Dave (field lead) described the program’s deliverables: vegetative transects following NRCS protocols, laboratory soil-health testing and written reports to establish baselines so future visits can document measurable changes. Steve Hale (Shavano Conservation District) emphasized the program’s role in voluntary conservation and tying soil health to water conservation and carbon sequestration.
Star Jamieson briefed the board on a potential expansion to include Gunnison sage grouse wet‑meadow restoration; the county currently allocates $14,500 annually for that habitat program and the proposal would use some of that allocation to pay private landowners for restoration work, with one-to-two sites possible in the coming year.

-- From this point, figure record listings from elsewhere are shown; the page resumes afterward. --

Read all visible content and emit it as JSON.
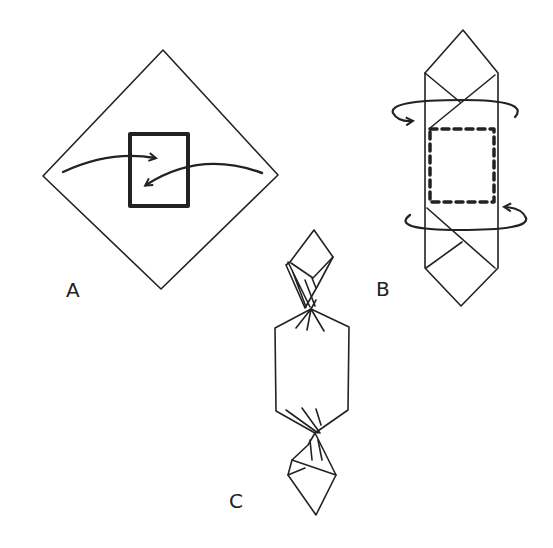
{
  "diagram": {
    "stroke_color": "#222222",
    "background": "#ffffff",
    "panels": [
      {
        "id": "A",
        "label": "A",
        "description": "Square cloth laid as diamond with box in center; left and right corners fold over the box (arrows)."
      },
      {
        "id": "B",
        "label": "B",
        "description": "Cloth folded around box (dashed outline); ends twisted around in opposite directions (circular arrows)."
      },
      {
        "id": "C",
        "label": "C",
        "description": "Finished wrap: both ends twisted like a candy wrapper."
      }
    ]
  }
}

Speakers said funding is the program’s key constraint. The group is pursuing CWCB funding cycles and a state SHOW (soil-health) grant; the district has also secured $75,000 from private philanthropy to buy equipment to scale compost-extract production. Staff requested that commissioners send letters of support and asked to provide talking points and a draft letter for review.
Next steps: staff and partners will apply for CWCB and SHOW funds, pursue biochar and extract-based trials in 2026, and return with grant results and a plan to scale contracts if funding is awarded.